Character from Foundation by Isaac Asimov
A young mathematician from Synnax who witnessed the birth of the Foundation — Seldon's last recruit and first witness, the outsider's eyes through which the fall of Empire becomes real.
Gaal is the audience's stand-in — the newcomer who asks the questions we need answered. In Asimov's telling, he arrives on Trantor as a mathematical prodigy dazzled by the imperial capital, only to watch Seldon be tried for treason and the entire project exiled to Terminus. His function is to witness, to be awed, and to carry Seldon's vision forward. In the TV adaptation, Gaal becomes a protagonist in her own right — a woman from a fundamentalist water-world who must reconcile scientific truth with the faith she was raised in. This Gaal is braver, more conflicted, and carries emotional weight the novel version was never asked to bear. She falls in love with Raych, is betrayed, cryogenically frozen, and wakes to find centuries have passed. In both versions, Gaal represents the human cost of psychohistory — the individual life caught in the gears of a plan designed for masses. Seldon chose Gaal not just for mathematical talent but because someone needed to understand what was being sacrificed and remember why it mattered.

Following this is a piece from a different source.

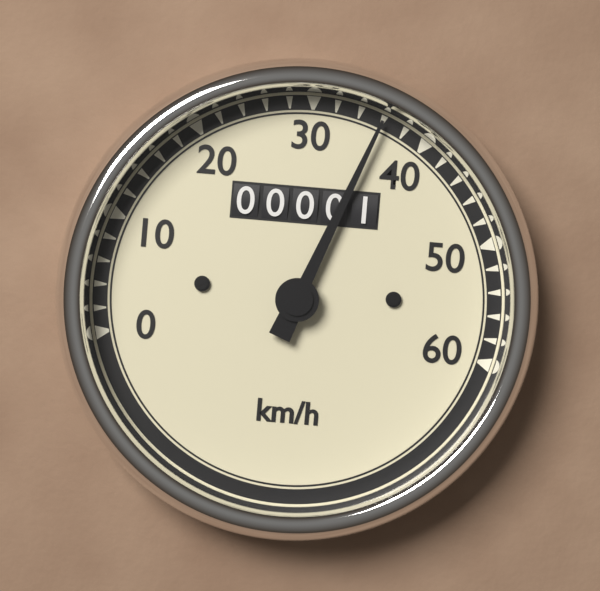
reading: 36 km/h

Young, earnest, with the wide-eyed look of a provincial arriving in the capital for the first time. Medium build, unremarkable features, dressed in clothes that mark him as an outsider on Trantor. In the TV adaptation, reimagined as a young woman from a water-world colony — dark-skinned, natural hair, carrying the physical confidence of someone who grew up swimming. In both versions, the face of someone seeing wonders and horrors for the first time.